The best places to invest in housing in the next decade will be areas of “large scale, skilled and successful regeneration” in urban centres, according to an analysis from leading London and country agents Savills.

Says Savills Research Director Yolande Barnes: “Some of the biggest climbers in the housing hit parade will be districts in which large-scale regeneration boost local economies.

“Our tips for the top include Camden in north London where the regeneration of King’s Cross will have an upward impact on values, and places like Liverpool where continued regeneration should lift them from lower parts of the league.”

The survey of some 375 local authority districts across England and Wales says the decade from 1995 saw two distinct trends in the housing market: in the first half (1995-2000), old industrial areas of the north fell far behind other regions as they suffered prolonged industrial decline.
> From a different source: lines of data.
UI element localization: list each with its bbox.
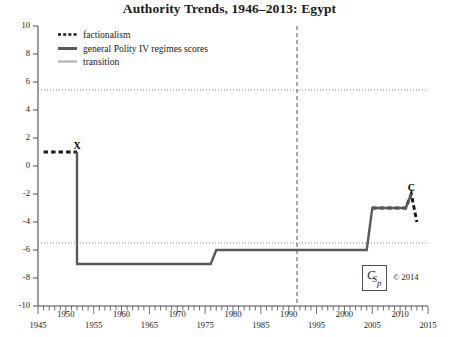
x-tick-label: 2010 — [380, 309, 420, 319]
copyright-text: © 2014 — [393, 272, 419, 282]
legend-item-polity: general Polity IV regimes scores — [57, 42, 208, 56]
legend-swatch-transition — [57, 56, 78, 67]
x-tick-label: 1970 — [157, 309, 197, 319]
y-tick-label: 0 — [2, 160, 30, 170]
x-tick-label: 1975 — [185, 320, 225, 330]
x-tick-label: 1985 — [241, 320, 281, 330]
x-tick-label: 1950 — [46, 309, 86, 319]
legend-item-transition: transition — [57, 55, 208, 69]
y-tick-label: -8 — [2, 272, 30, 282]
series-line — [77, 152, 411, 264]
x-tick-label: 1965 — [129, 320, 169, 330]
legend-swatch-factionalism — [57, 29, 78, 40]
csp-logo-icon: C S p — [363, 266, 388, 292]
svg-text:p: p — [376, 278, 382, 288]
chart-legend: factionalism general Polity IV regimes s… — [57, 28, 208, 69]
x-tick-label: 1980 — [213, 309, 253, 319]
data-series-layer — [44, 152, 417, 264]
legend-item-factionalism: factionalism — [57, 28, 208, 42]
y-tick-label: -4 — [2, 216, 30, 226]
y-tick-label: 6 — [2, 76, 30, 86]
y-axis-ticks — [33, 26, 38, 306]
y-tick-label: 10 — [2, 20, 30, 30]
x-tick-label: 1990 — [269, 309, 309, 319]
legend-swatch-polity — [57, 43, 78, 54]
x-tick-label: 1960 — [102, 309, 142, 319]
y-tick-label: 8 — [2, 48, 30, 58]
x-tick-label: 2005 — [352, 320, 392, 330]
x-tick-label: 2000 — [324, 309, 364, 319]
annotation-label-x: X — [74, 140, 81, 151]
authority-trends-chart: Authority Trends, 1946–2013: Egypt — [0, 0, 459, 337]
x-tick-label: 1995 — [297, 320, 337, 330]
legend-label-polity: general Polity IV regimes scores — [83, 42, 208, 56]
y-tick-label: 2 — [2, 132, 30, 142]
y-tick-label: 4 — [2, 104, 30, 114]
legend-label-factionalism: factionalism — [83, 28, 130, 42]
x-tick-label: 2015 — [408, 320, 448, 330]
y-tick-label: -6 — [2, 244, 30, 254]
annotation-label-c: C — [408, 182, 415, 193]
csp-logo-box: C S p — [362, 265, 387, 291]
y-tick-label: -10 — [2, 300, 30, 310]
x-tick-label: 1945 — [18, 320, 58, 330]
legend-label-transition: transition — [83, 55, 119, 69]
x-tick-label: 1955 — [74, 320, 114, 330]
y-tick-label: -2 — [2, 188, 30, 198]
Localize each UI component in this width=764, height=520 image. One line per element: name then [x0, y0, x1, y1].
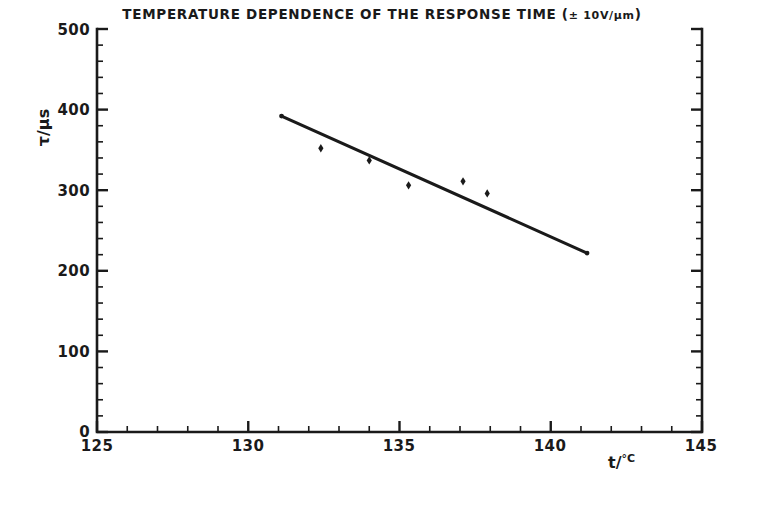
- fit-line: [279, 114, 589, 256]
- chart-figure: TEMPERATURE DEPENDENCE OF THE RESPONSE T…: [0, 0, 764, 520]
- y-axis-minor-ticks: [97, 45, 702, 416]
- y-axis-major-ticks: [97, 29, 702, 432]
- plot-area: [0, 0, 764, 520]
- axis-frame: [97, 29, 702, 432]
Then, from 2000, some of these old industrial areas staged a strong recovery – along with east London boroughs benefiting from improved transport links and booming central London property prices, and suddenly back-in-fashion south coast towns like Brighton and Hove.

Says Yolande Barnes: “If the first half of the decade was about post-industrial decline, then the second half has been about countryside revival.
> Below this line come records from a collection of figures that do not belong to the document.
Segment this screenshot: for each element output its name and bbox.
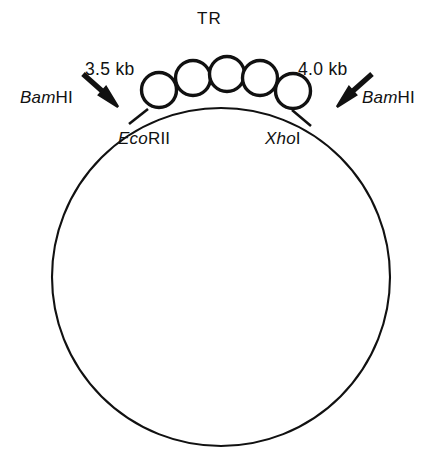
bamhi-right-label: BamHI	[362, 89, 415, 106]
bamhi-left-genus: Bam	[20, 88, 56, 107]
bamhi-right-genus: Bam	[362, 88, 398, 107]
bamhi-right-numeral: HI	[398, 88, 415, 107]
ecorii-site-tick	[129, 109, 148, 124]
xhoi-numeral: I	[296, 129, 301, 148]
plasmid-backbone-circle	[52, 108, 390, 446]
xhoi-site-tick	[292, 110, 311, 126]
tandem-repeat-circle-4	[243, 61, 278, 96]
tandem-repeat-circle-1	[142, 73, 177, 108]
ecorii-genus: Eco	[118, 129, 148, 148]
ecorii-numeral: RII	[148, 129, 170, 148]
plasmid-figure: TR 3.5 kb 4.0 kb BamHI BamHI EcoRII XhoI	[0, 0, 434, 470]
ecorii-label: EcoRII	[118, 130, 170, 147]
bamhi-left-numeral: HI	[56, 88, 73, 107]
plasmid-diagram-svg	[0, 0, 434, 470]
xhoi-genus: Xho	[265, 129, 296, 148]
tandem-repeat-chain	[142, 57, 311, 109]
bamhi-left-label: BamHI	[20, 89, 73, 106]
tandem-repeat-circle-3	[210, 57, 245, 92]
tandem-repeat-circle-2	[176, 61, 211, 96]
tandem-repeat-label: TR	[197, 10, 222, 27]
xhoi-label: XhoI	[265, 130, 301, 147]
fragment-size-right-label: 4.0 kb	[298, 61, 347, 79]
fragment-size-left-label: 3.5 kb	[85, 61, 134, 79]
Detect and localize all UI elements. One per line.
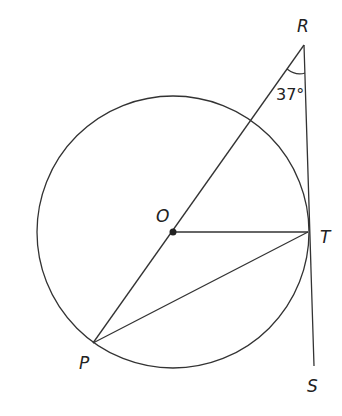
label-P: P [79, 355, 89, 372]
label-R: R [297, 18, 309, 35]
center-point-O [170, 229, 177, 236]
label-T: T [320, 229, 330, 246]
diagram-figure [0, 0, 342, 416]
angle-label: 37° [276, 87, 304, 103]
geometry-diagram: R O T P S 37° [0, 0, 342, 416]
angle-arc-R [287, 69, 305, 74]
label-O: O [156, 208, 169, 225]
line-RP [93, 45, 304, 343]
label-S: S [307, 378, 318, 395]
tangent-RS [304, 45, 314, 366]
chord-PT [93, 232, 308, 343]
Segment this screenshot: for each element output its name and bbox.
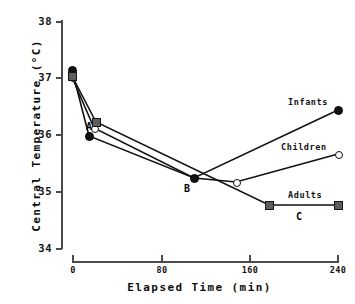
x-tick-240	[337, 255, 339, 261]
series-line-infants	[72, 70, 338, 178]
y-tick-34	[56, 248, 62, 250]
plot-lines-layer	[0, 0, 355, 304]
y-tick-36	[56, 134, 62, 136]
data-point-adults-3	[334, 201, 343, 210]
data-point-adults-0	[68, 72, 77, 81]
series-label-children: Children	[281, 142, 327, 152]
x-tick-label-240: 240	[318, 265, 355, 275]
data-point-infants-3	[334, 106, 343, 115]
series-label-infants: Infants	[288, 97, 328, 107]
series-line-adults	[72, 76, 338, 205]
y-axis-title: Central Temperature (°C)	[30, 16, 43, 256]
x-axis-title: Elapsed Time (min)	[0, 281, 355, 294]
x-tick-label-0: 0	[53, 265, 93, 275]
data-point-children-3	[233, 179, 241, 187]
figure-caption	[18, 296, 348, 304]
data-point-adults-2	[265, 201, 274, 210]
x-axis-line	[72, 261, 339, 263]
chart-figure: 38 37 36 35 34 0 80 160 240 Central Temp…	[0, 0, 355, 304]
x-tick-160	[249, 255, 251, 261]
data-point-children-4	[335, 151, 343, 159]
x-tick-0	[72, 255, 74, 261]
y-tick-37	[56, 77, 62, 79]
y-tick-38	[56, 21, 62, 23]
y-tick-35	[56, 191, 62, 193]
annotation-a: A	[86, 121, 93, 132]
x-tick-80	[161, 255, 163, 261]
data-point-infants-1	[85, 132, 94, 141]
x-tick-label-80: 80	[142, 265, 182, 275]
data-point-infants-2	[190, 174, 199, 183]
series-label-adults: Adults	[288, 190, 322, 200]
data-point-adults-1	[92, 118, 101, 127]
annotation-c: C	[296, 211, 303, 222]
x-tick-label-160: 160	[230, 265, 270, 275]
annotation-b: B	[184, 183, 191, 194]
series-line-children	[72, 77, 338, 182]
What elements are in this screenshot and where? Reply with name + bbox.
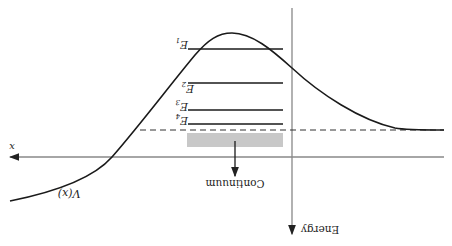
continuum-label: Continuum	[205, 178, 264, 190]
label-e1: E1	[176, 36, 190, 51]
x-axis-label: x	[9, 142, 15, 153]
potential-curve	[10, 33, 444, 201]
potential-well-diagram: E1 E2 E3 E4 x V(x) Continuum Energy	[0, 0, 452, 246]
label-e4: E4	[176, 112, 190, 127]
potential-label: V(x)	[58, 187, 81, 200]
energy-axis-label: Energy	[301, 224, 339, 236]
label-e2: E2	[181, 80, 195, 95]
label-e3: E3	[175, 98, 189, 113]
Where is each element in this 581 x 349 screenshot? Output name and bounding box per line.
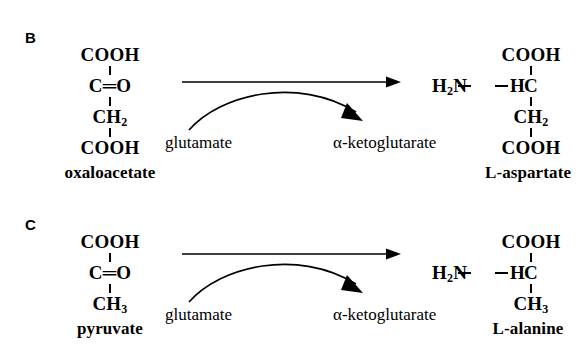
- molecule-label-l-alanine: L-alanine: [460, 318, 580, 340]
- reaction-arrow-group-c: [180, 242, 405, 308]
- aspartate-row-ch2: CH2: [460, 106, 580, 128]
- bond-vertical: [58, 128, 162, 137]
- aspartate-row-amino-center: H2NCH: [460, 75, 580, 97]
- alanine-row-amino-center: H2NCH: [460, 262, 580, 284]
- molecule-label-l-aspartate: L-aspartate: [460, 162, 580, 184]
- bond-vertical: [482, 253, 580, 262]
- aspartate-ch-subscript: 2: [542, 115, 548, 129]
- panel-letter-b: B: [25, 30, 36, 45]
- reaction-arrow-group-b: [180, 70, 405, 136]
- bond-vertical: [482, 284, 580, 293]
- pyruvate-row-carbonyl: C═O: [58, 262, 162, 284]
- bond-horizontal-left: [458, 85, 471, 87]
- curved-cosubstrate-arrow-path-c: [189, 264, 356, 302]
- aspartate-amino-h: H: [432, 75, 447, 96]
- alanine-ch-text: CH: [513, 293, 542, 314]
- molecule-label-oxaloacetate: oxaloacetate: [58, 162, 162, 184]
- reagent-label-glutamate-c: glutamate: [165, 306, 232, 323]
- oxaloacetate-row-carbonyl: C═O: [58, 75, 162, 97]
- panel-b-oxaloacetate-to-aspartate: B COOH C═O CH2 COOH oxaloacetate glutama…: [0, 0, 581, 200]
- bond-vertical: [58, 284, 162, 293]
- bond-vertical: [482, 66, 580, 75]
- aspartate-hydrogen: H: [510, 75, 525, 97]
- oxaloacetate-ch-text: CH: [92, 106, 121, 127]
- alanine-amino-sub: 2: [447, 271, 453, 285]
- pyruvate-row-cooh: COOH: [58, 231, 162, 253]
- pyruvate-row-ch3: CH3: [58, 293, 162, 315]
- bond-vertical: [482, 128, 580, 137]
- molecule-oxaloacetate: COOH C═O CH2 COOH oxaloacetate: [58, 44, 162, 184]
- molecule-label-pyruvate: pyruvate: [58, 318, 162, 340]
- alanine-row-cooh-top: COOH: [460, 231, 580, 253]
- aspartate-row-cooh-top: COOH: [460, 44, 580, 66]
- oxaloacetate-ch-subscript: 2: [121, 115, 127, 129]
- reagent-label-alpha-ketoglutarate-c: α-ketoglutarate: [333, 306, 436, 323]
- reagent-label-glutamate-b: glutamate: [165, 134, 232, 151]
- aspartate-alpha-carbon: C: [524, 75, 538, 96]
- oxaloacetate-row-ch2: CH2: [58, 106, 162, 128]
- straight-reaction-arrow-head-b: [386, 77, 401, 88]
- straight-reaction-arrow-head-c: [386, 249, 401, 260]
- alanine-ch-subscript: 3: [542, 302, 548, 316]
- bond-vertical: [482, 97, 580, 106]
- alanine-row-ch3: CH3: [460, 293, 580, 315]
- curved-cosubstrate-arrow-path-b: [189, 92, 356, 130]
- aspartate-amino-group: H2N: [432, 75, 467, 99]
- bond-vertical: [58, 97, 162, 106]
- molecule-l-alanine: COOH H2NCH CH3 L-alanine: [460, 231, 580, 340]
- oxaloacetate-row-cooh-bottom: COOH: [58, 137, 162, 159]
- oxaloacetate-row-cooh-top: COOH: [58, 44, 162, 66]
- bond-vertical: [58, 66, 162, 75]
- alanine-alpha-carbon: C: [524, 262, 538, 283]
- molecule-l-aspartate: COOH H2NCH CH2 COOH L-aspartate: [460, 44, 580, 184]
- alanine-amino-h: H: [432, 262, 447, 283]
- bond-horizontal-left: [458, 272, 471, 274]
- aspartate-row-cooh-bottom: COOH: [460, 137, 580, 159]
- alanine-hydrogen: H: [510, 262, 525, 284]
- aspartate-ch-text: CH: [513, 106, 542, 127]
- pyruvate-ch-subscript: 3: [121, 302, 127, 316]
- aspartate-amino-sub: 2: [447, 84, 453, 98]
- bond-horizontal-right: [495, 85, 508, 87]
- panel-letter-c: C: [25, 217, 36, 232]
- panel-c-pyruvate-to-alanine: C COOH C═O CH3 pyruvate glutamate α-keto…: [0, 200, 581, 349]
- molecule-pyruvate: COOH C═O CH3 pyruvate: [58, 231, 162, 340]
- bond-horizontal-right: [495, 272, 508, 274]
- pyruvate-ch-text: CH: [92, 293, 121, 314]
- bond-vertical: [58, 253, 162, 262]
- reagent-label-alpha-ketoglutarate-b: α-ketoglutarate: [333, 134, 436, 151]
- alanine-amino-group: H2N: [432, 262, 467, 286]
“The years since 2000 have seen remote areas of the country such as Cornwall, Devon and the Lake District shoot up the league table, largely on the back of second home ownership and retirement moves, both of which bring city money into rural economies.
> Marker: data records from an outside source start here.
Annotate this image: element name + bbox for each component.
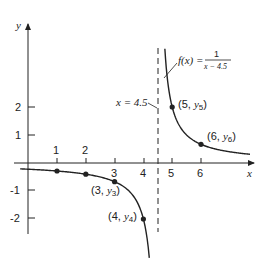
y-tick-neg1: -1 xyxy=(10,184,20,196)
label-point-6: (6, y6) xyxy=(207,130,236,144)
data-point-1 xyxy=(54,168,59,173)
hyperbola-figure: x y 1 2 3 4 5 6 2 1 -1 -2 (3, y3) (4, xyxy=(0,0,264,268)
x-axis-label: x xyxy=(246,167,252,179)
x-tick-2: 2 xyxy=(82,144,88,156)
x-tick-5: 5 xyxy=(168,167,174,179)
function-label: f(x) = 1 x − 4.5 xyxy=(164,49,231,78)
data-point-4 xyxy=(141,216,146,221)
function-label-denominator: x − 4.5 xyxy=(203,62,227,71)
x-tick-4: 4 xyxy=(140,167,146,179)
y-tick-neg2: -2 xyxy=(10,212,20,224)
asymptote-label: x = 4.5 xyxy=(115,96,157,108)
y-tick-1: 1 xyxy=(15,129,21,141)
label-point-4: (4, y4) xyxy=(108,210,137,224)
function-label-lhs: f(x) = xyxy=(178,54,203,67)
data-point-6 xyxy=(198,142,203,147)
x-ticks xyxy=(57,158,201,163)
label-point-5: (5, y5) xyxy=(178,98,207,112)
point-labels: (3, y3) (4, y4) (5, y5) (6, y6) xyxy=(91,98,236,224)
function-label-numerator: 1 xyxy=(214,49,219,59)
x-tick-1: 1 xyxy=(53,144,59,156)
data-point-2 xyxy=(83,172,88,177)
x-tick-6: 6 xyxy=(197,167,203,179)
asymptote-label-text: x = 4.5 xyxy=(115,96,148,108)
label-point-3: (3, y3) xyxy=(91,184,120,198)
x-tick-3: 3 xyxy=(111,167,117,179)
y-axis-label: y xyxy=(15,19,21,31)
curve-left-branch xyxy=(20,169,149,258)
y-tick-2: 2 xyxy=(15,101,21,113)
x-tick-labels: 1 2 3 4 5 6 xyxy=(53,144,203,179)
data-point-5 xyxy=(170,104,175,109)
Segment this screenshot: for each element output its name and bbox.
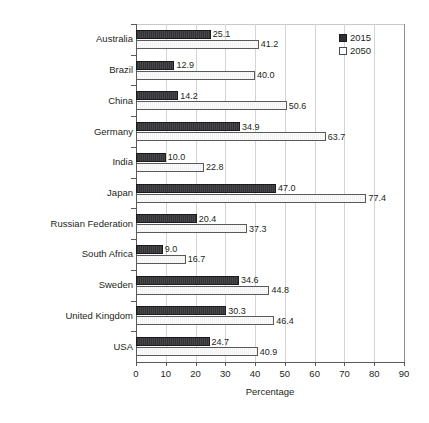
x-axis-line	[136, 362, 405, 363]
x-tick-10	[166, 362, 167, 366]
bar-usa-2015	[136, 337, 210, 346]
bar-value-brazil-2015: 12.9	[176, 60, 194, 70]
bar-value-south-africa-2050: 16.7	[188, 254, 206, 264]
y-tick-2	[131, 85, 136, 86]
y-tick-7	[131, 239, 136, 240]
category-label-india: India	[112, 156, 133, 167]
legend-item-2015: 2015	[339, 31, 371, 44]
category-label-sweden: Sweden	[99, 279, 133, 290]
bar-sweden-2015	[136, 276, 239, 285]
y-tick-8	[131, 270, 136, 271]
legend-label-2015: 2015	[350, 32, 371, 43]
y-tick-3	[131, 116, 136, 117]
x-tick-label-60: 60	[300, 368, 330, 380]
bar-germany-2015	[136, 122, 240, 131]
x-tick-label-40: 40	[240, 368, 270, 380]
bar-value-usa-2050: 40.9	[260, 347, 278, 357]
plot-border-top	[136, 24, 405, 25]
x-axis-title: Percentage	[136, 386, 404, 397]
x-tick-label-20: 20	[181, 368, 211, 380]
bar-value-japan-2050: 77.4	[368, 193, 386, 203]
y-tick-10	[131, 331, 136, 332]
bar-japan-2015	[136, 184, 276, 193]
bar-india-2015	[136, 153, 166, 162]
x-tick-label-50: 50	[270, 368, 300, 380]
x-tick-20	[196, 362, 197, 366]
x-tick-label-30: 30	[210, 368, 240, 380]
bar-value-russian-federation-2050: 37.3	[249, 224, 267, 234]
bar-value-south-africa-2015: 9.0	[165, 244, 178, 254]
y-tick-4	[131, 147, 136, 148]
x-tick-90	[404, 362, 405, 366]
bar-value-germany-2050: 63.7	[328, 132, 346, 142]
category-label-japan: Japan	[107, 187, 133, 198]
legend-label-2050: 2050	[350, 45, 371, 56]
open-square-icon	[339, 47, 347, 55]
x-tick-70	[344, 362, 345, 366]
category-label-germany: Germany	[94, 126, 133, 137]
category-label-brazil: Brazil	[109, 64, 133, 75]
x-tick-label-70: 70	[329, 368, 359, 380]
bar-germany-2050	[136, 132, 326, 141]
bar-australia-2050	[136, 40, 259, 49]
y-tick-0	[131, 24, 136, 25]
bar-value-brazil-2050: 40.0	[257, 70, 275, 80]
bar-south-africa-2050	[136, 255, 186, 264]
category-label-australia: Australia	[96, 33, 133, 44]
x-tick-40	[255, 362, 256, 366]
bar-value-sweden-2015: 34.6	[241, 275, 259, 285]
bar-usa-2050	[136, 347, 258, 356]
bar-value-india-2050: 22.8	[206, 162, 224, 172]
bar-russian-federation-2015	[136, 214, 197, 223]
category-label-usa: USA	[113, 341, 133, 352]
bar-chart: 0102030405060708090 AustraliaBrazilChina…	[0, 0, 429, 423]
bar-value-japan-2015: 47.0	[278, 183, 296, 193]
bar-brazil-2015	[136, 61, 174, 70]
bar-united-kingdom-2015	[136, 306, 226, 315]
category-label-united-kingdom: United Kingdom	[65, 310, 133, 321]
bar-china-2015	[136, 91, 178, 100]
bar-value-sweden-2050: 44.8	[271, 285, 289, 295]
bar-russian-federation-2050	[136, 224, 247, 233]
x-tick-label-80: 80	[359, 368, 389, 380]
category-label-china: China	[108, 95, 133, 106]
bar-india-2050	[136, 163, 204, 172]
filled-square-icon	[339, 34, 347, 42]
x-tick-60	[315, 362, 316, 366]
bar-value-australia-2015: 25.1	[213, 29, 231, 39]
x-tick-80	[374, 362, 375, 366]
y-tick-1	[131, 55, 136, 56]
bar-brazil-2050	[136, 71, 255, 80]
y-tick-5	[131, 178, 136, 179]
bar-value-australia-2050: 41.2	[261, 39, 279, 49]
bar-japan-2050	[136, 194, 366, 203]
x-tick-label-90: 90	[389, 368, 419, 380]
bar-value-india-2015: 10.0	[168, 152, 186, 162]
category-label-russian-federation: Russian Federation	[51, 218, 133, 229]
category-label-south-africa: South Africa	[82, 248, 133, 259]
bar-value-china-2050: 50.6	[289, 101, 307, 111]
bar-value-united-kingdom-2015: 30.3	[228, 306, 246, 316]
x-tick-50	[285, 362, 286, 366]
chart-legend: 2015 2050	[339, 31, 371, 57]
x-tick-label-10: 10	[151, 368, 181, 380]
bar-australia-2015	[136, 30, 211, 39]
bar-china-2050	[136, 101, 287, 110]
x-tick-label-0: 0	[121, 368, 151, 380]
bar-value-united-kingdom-2050: 46.4	[276, 316, 294, 326]
bar-sweden-2050	[136, 286, 269, 295]
x-tick-30	[225, 362, 226, 366]
bar-south-africa-2015	[136, 245, 163, 254]
legend-item-2050: 2050	[339, 44, 371, 57]
bar-value-china-2015: 14.2	[180, 91, 198, 101]
y-tick-9	[131, 301, 136, 302]
bar-value-russian-federation-2015: 20.4	[199, 214, 217, 224]
bar-value-germany-2015: 34.9	[242, 122, 260, 132]
plot-border-right	[404, 24, 405, 362]
x-tick-0	[136, 362, 137, 366]
bar-united-kingdom-2050	[136, 316, 274, 325]
bar-value-usa-2015: 24.7	[212, 337, 230, 347]
y-tick-6	[131, 208, 136, 209]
Some of the “losers” since 2000, says Savills, have been the areas among the “winners” in the previous five years like Reading and other centres in the ‘golden triangle’ west of London between the M4 and M3 motorways.

In the next decade, Savills warns, the quality of local housing stock will often become a key determinant of market trends. This hardly bodes well for “less affluent and least aspirational new towns” like Harlow and Crawley.

As the post-industrial malaise which hit the north in 2000 gradually spreads south, some “middle England” manufacturing towns could also be facing a grim decade ahead, says the survey, if they lose existing jobs in heavy industry and fail to attract new money and better-paid professional jobs.

Says the survey: “Locations with dated, deteriorating stock, poor local facilities and inadequate infrastructure (eg schools, transport, open space) will find themselves slipping further down the league table.”